There’s a different kind of childhood that comes from growing up with grandparents who survived a stroke.

You learn things other kids don’t notice yet. You learn patience before adulthood. You learn silence can mean exhaustion, not anger. You learn that healing is not always loud — sometimes it’s just showing up every day.

My grandparents were stroke survivors. Growing up around them changed the way I understood health, family, and even love itself. As a child, I didn’t fully understand what a stroke meant. I only noticed the small things: slower steps, medications lined beside the kitchen, quiet afternoons after doctor appointments, careful meals, reminders to rest, and the way our family became softer around them.

As I got older, everything started connecting.

I realized the heart carries more than blood. It carries stress, habits, emotions, exhaustion, and the weight people keep hidden. I began understanding how important it is to care for the body before it forces you to stop. Heart health suddenly became personal, not just medical.

Watching my grandparents survive taught me that prevention matters. The little things matter:

* moving your body,

* eating better,

* resting properly,

* managing stress,

* checking your health,

* and making time for the people you love.

That’s one reason hiking became meaningful to me.

Hiking is more than exercise. It became a reminder that health is a privilege and movement is something not everyone gets back after losing it. Every uphill climb reminds me of resilience. Every deep breath reminds me of how important our heart and body truly are. Nature slows life down enough for me to appreciate what my grandparents fought to keep — time.

When I hike, I think about survival differently now. Not just surviving illness, but surviving life with strength, gratitude, and purpose.

Growing up beside stroke survivors also taught me empathy. Aging can feel lonely. Recovery can feel frustrating. Sometimes the strongest people become dependent on others, and that shift is not easy to accept. But I learned that dignity can still exist in vulnerability. Love can exist in caregiving. Strength can exist in slowing down.

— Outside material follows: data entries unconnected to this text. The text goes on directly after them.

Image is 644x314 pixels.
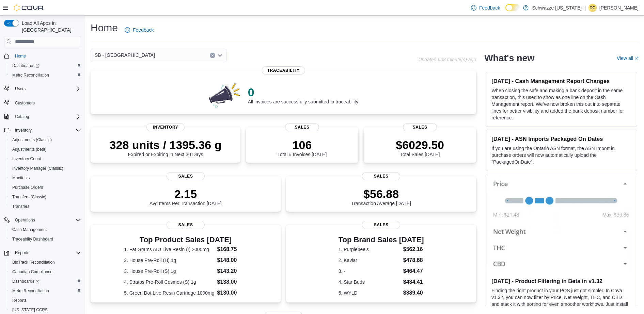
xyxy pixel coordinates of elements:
[10,268,81,276] span: Canadian Compliance
[147,123,184,131] span: Inventory
[12,52,29,60] a: Home
[12,270,52,275] span: Canadian Compliance
[10,268,56,276] a: Canadian Compliance
[6,135,84,145] button: Adjustments (Classic)
[12,176,30,181] span: Manifests
[15,128,31,133] span: Inventory
[12,288,49,294] span: Metrc Reconciliation
[10,62,81,70] span: Dashboards
[12,227,47,233] span: Cash Management
[12,298,27,304] span: Reports
[395,138,444,152] p: $6029.50
[15,101,35,106] span: Customers
[403,279,424,287] dd: $434.41
[6,267,84,277] button: Canadian Compliance
[12,217,38,225] button: Operations
[10,71,81,80] span: Metrc Reconciliation
[10,287,81,295] span: Metrc Reconciliation
[12,237,53,242] span: Traceabilty Dashboard
[6,277,84,287] a: Dashboards
[10,296,29,305] a: Reports
[12,52,81,60] span: Home
[10,235,56,243] a: Traceabilty Dashboard
[12,98,81,107] span: Customers
[10,146,49,154] a: Adjustments (beta)
[362,221,400,229] span: Sales
[491,87,631,122] p: When closing the safe and making a bank deposit in the same transaction, this used to show as one...
[12,126,35,134] button: Inventory
[403,289,424,297] dd: $389.40
[285,123,319,131] span: Sales
[10,174,32,182] a: Manifests
[403,246,424,254] dd: $562.16
[12,185,43,190] span: Purchase Orders
[10,203,81,211] span: Transfers
[6,258,84,267] button: BioTrack Reconciliation
[248,85,360,99] p: 0
[12,113,81,121] span: Catalog
[10,71,52,80] a: Metrc Reconciliation
[12,113,31,121] button: Catalog
[109,138,221,157] div: Expired or Expiring in Next 30 Days
[362,172,400,180] span: Sales
[2,216,84,225] button: Operations
[12,195,47,200] span: Transfers (Classic)
[12,308,47,313] span: [US_STATE] CCRS
[2,51,84,61] button: Home
[338,268,400,275] dt: 3. -
[6,225,84,234] button: Cash Management
[10,235,81,243] span: Traceabilty Dashboard
[351,188,411,201] p: $56.88
[2,248,84,258] button: Reports
[15,217,35,223] span: Operations
[167,221,204,229] span: Sales
[491,77,631,85] h3: [DATE] - Cash Management Report Changes
[418,57,476,62] p: Updated 608 minute(s) ago
[10,306,81,314] span: Washington CCRS
[217,267,247,275] dd: $143.20
[15,114,29,119] span: Catalog
[10,184,81,192] span: Purchase Orders
[109,138,221,152] p: 328 units / 1395.36 g
[217,256,247,265] dd: $148.00
[12,156,41,162] span: Inventory Count
[12,249,81,257] span: Reports
[10,203,32,211] a: Transfers
[6,296,84,305] button: Reports
[10,278,42,286] a: Dashboards
[6,183,84,192] button: Purchase Orders
[469,1,502,14] a: Feedback
[403,267,424,275] dd: $464.47
[10,174,81,182] span: Manifests
[2,112,84,122] button: Catalog
[12,147,47,152] span: Adjustments (beta)
[150,188,221,201] p: 2.15
[12,99,38,107] a: Customers
[6,287,84,296] button: Metrc Reconciliation
[338,279,400,286] dt: 4. Star Buds
[14,4,44,11] img: Cova
[599,4,638,12] p: [PERSON_NAME]
[12,137,52,143] span: Adjustments (Classic)
[167,172,204,180] span: Sales
[338,246,400,253] dt: 1. Purplebee's
[150,188,221,206] div: Avg Items Per Transaction [DATE]
[12,260,55,265] span: BioTrack Reconciliation
[10,287,52,295] a: Metrc Reconciliation
[12,85,81,93] span: Users
[15,250,29,256] span: Reports
[12,126,81,134] span: Inventory
[2,126,84,135] button: Inventory
[91,21,118,35] h1: Home
[124,290,214,296] dt: 5. Green Dot Live Resin Cartridge 1000mg
[10,193,81,201] span: Transfers (Classic)
[124,268,214,275] dt: 3. House Pre-Roll (S) 1g
[133,27,154,33] span: Feedback
[10,164,81,172] span: Inventory Manager (Classic)
[124,246,214,253] dt: 1. Fat Grams AIO Live Resin (I) 2000mg
[634,56,638,60] svg: External link
[403,123,437,131] span: Sales
[10,225,49,234] a: Cash Management
[491,135,631,143] h3: [DATE] - ASN Imports Packaged On Dates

Heart and stroke awareness is not only about hospitals or statistics. Sometimes it starts at home. Sometimes it starts with watching the people you love struggle to hold a spoon again, relearn words, or walk carefully across a room. Those moments stay with you forever.

Because of them, I value health differently now.

I value walks, fresh air, long conversations, rest days, and every chance to move freely.

Most importantly, I learned that taking care of your heart is also taking care of the people connected to it.

And every hike I take carries a piece of their story with me.